What is required:
Starting from the line containing "reading: 0.24 ml", give again every line through the end of the entries, word for word. Pictures stay out of the copy.

Data supplied:
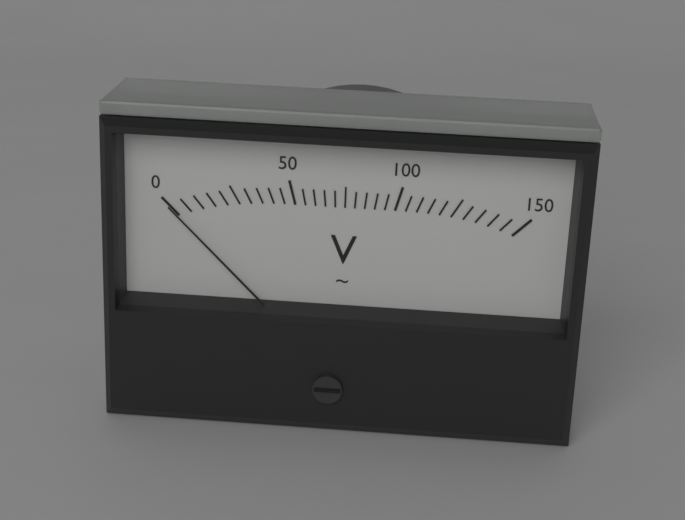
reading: 0 V
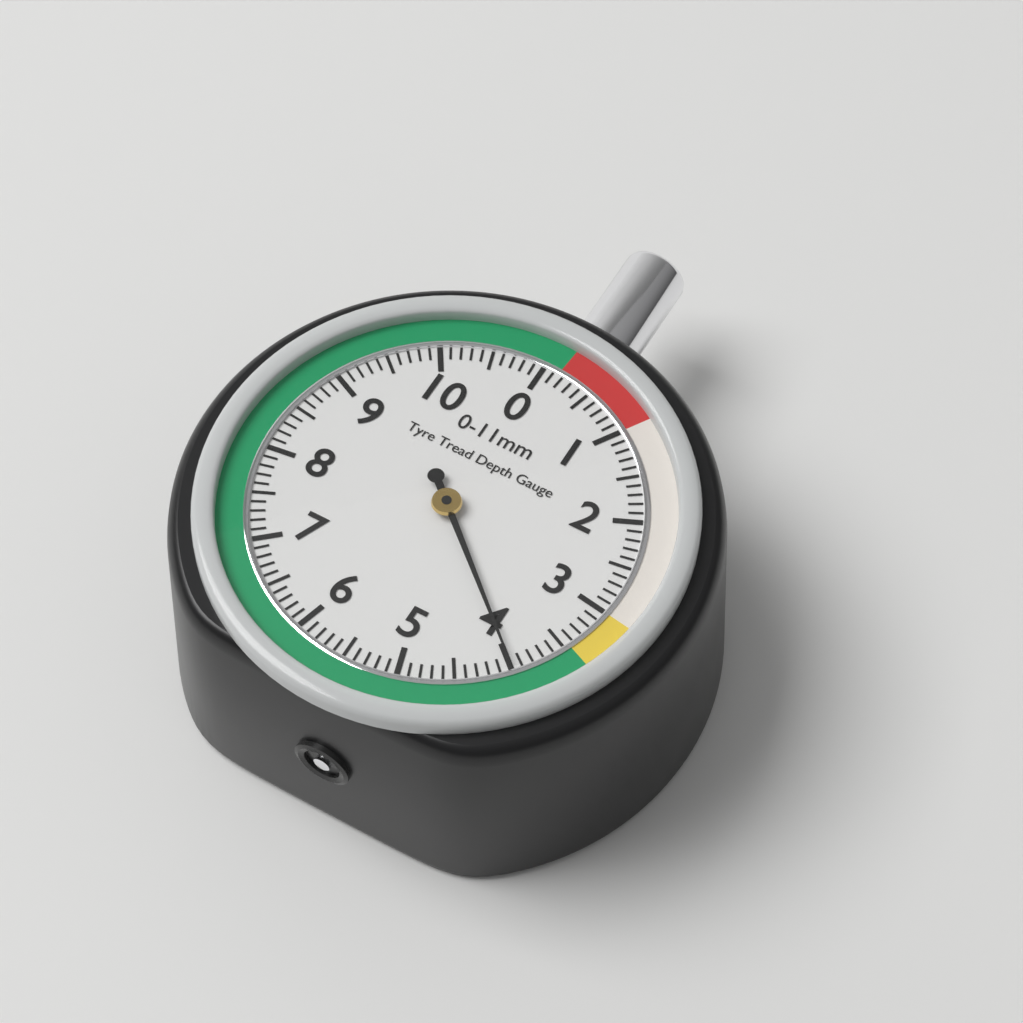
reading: 4.0 mm
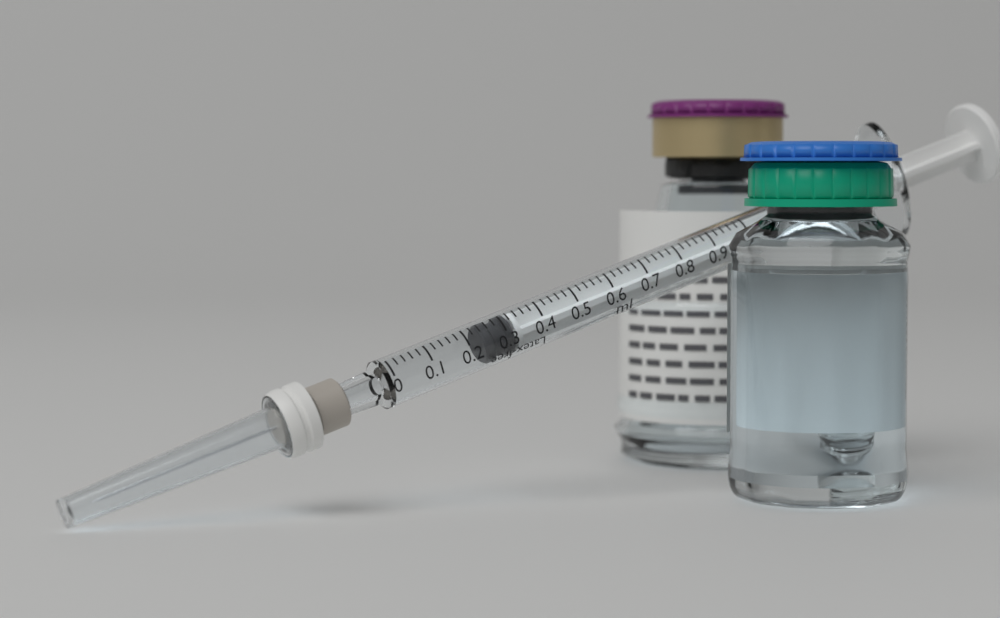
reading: 0.24 ml
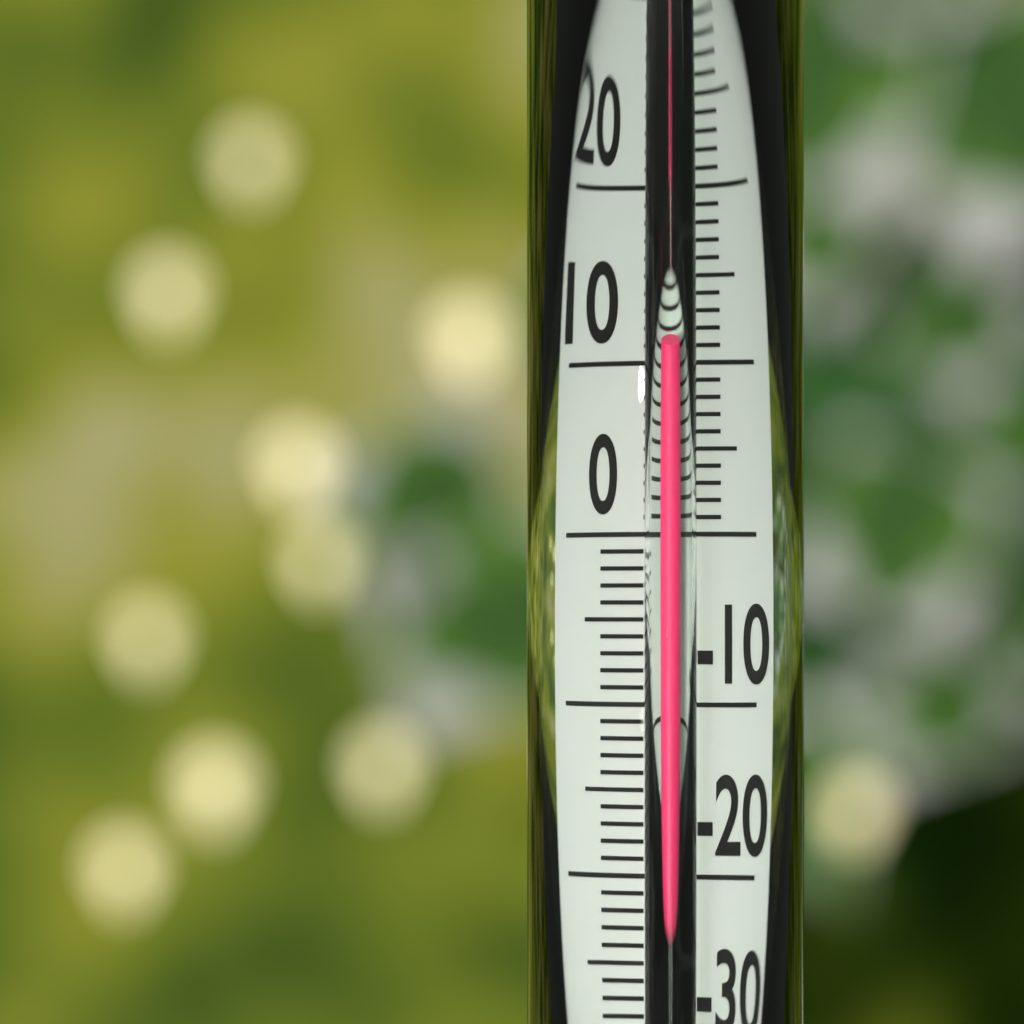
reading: 11.3 °C
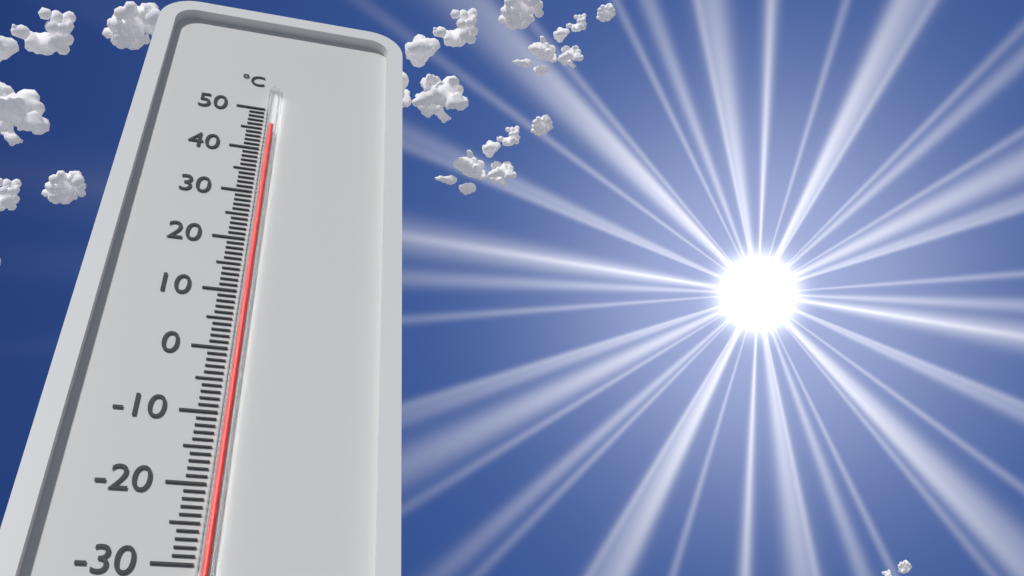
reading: 45 °C
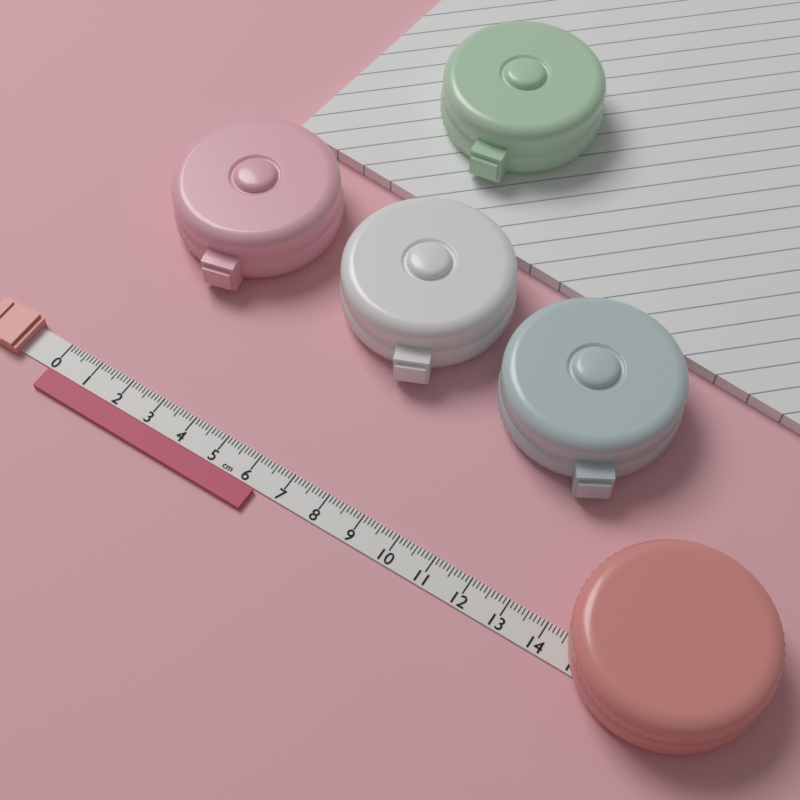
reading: 6.4 cm
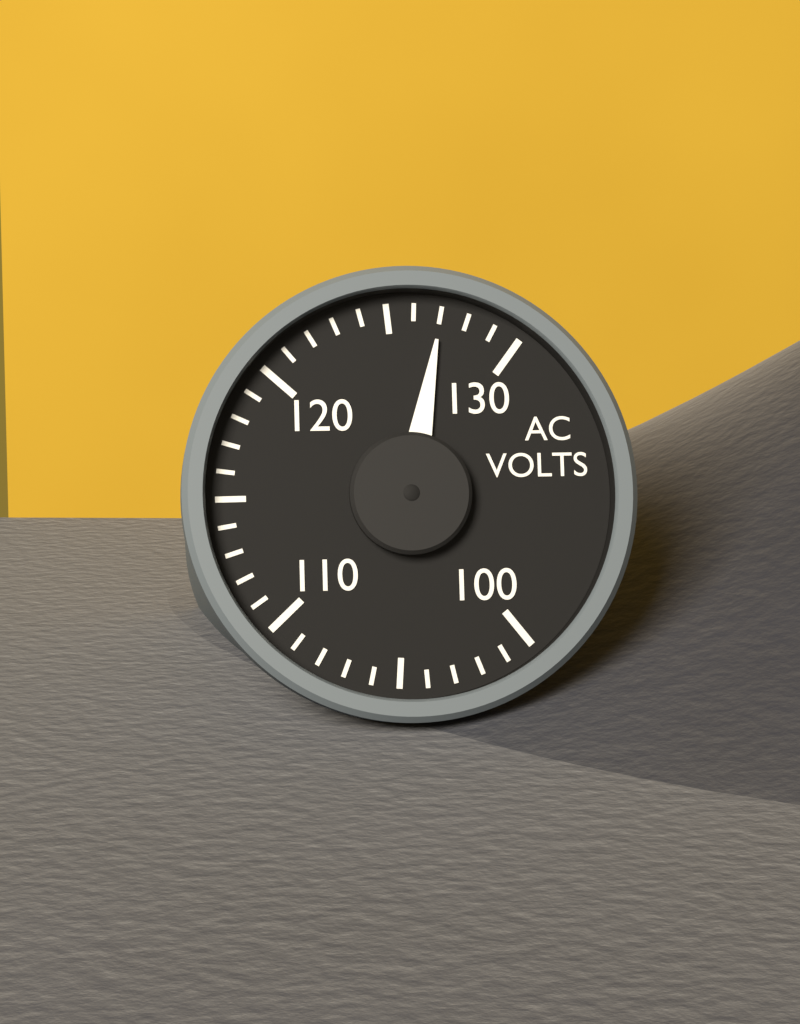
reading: 127 V
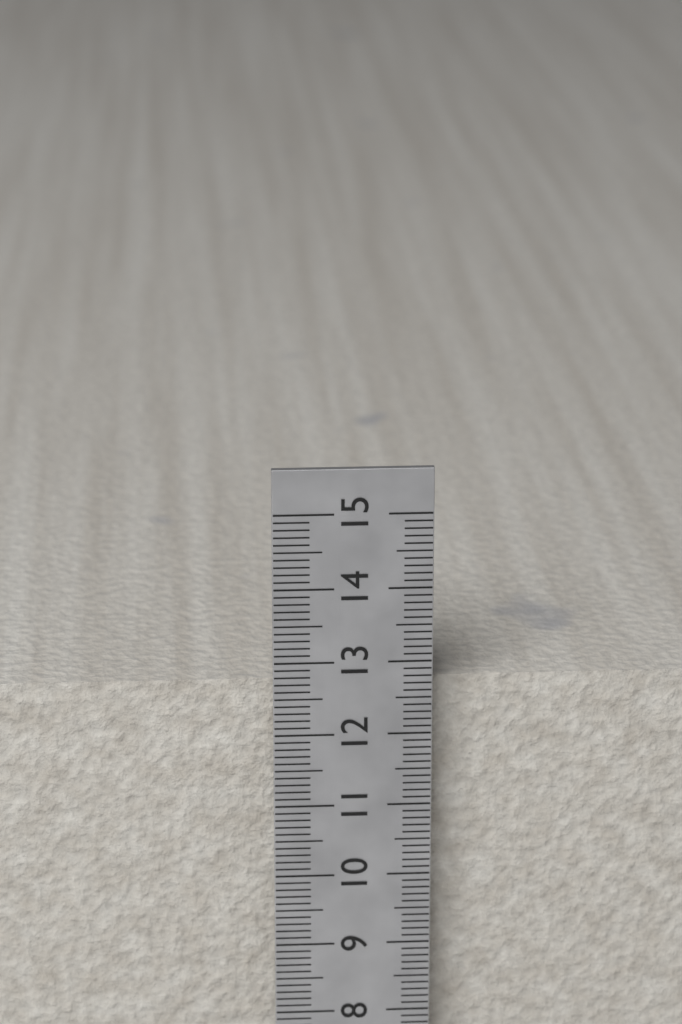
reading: 12.6 cm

Exercise output:
reading: 0.24 ml
reading: 11.3 °C
reading: 45 °C
reading: 6.4 cm
reading: 127 V
reading: 12.6 cm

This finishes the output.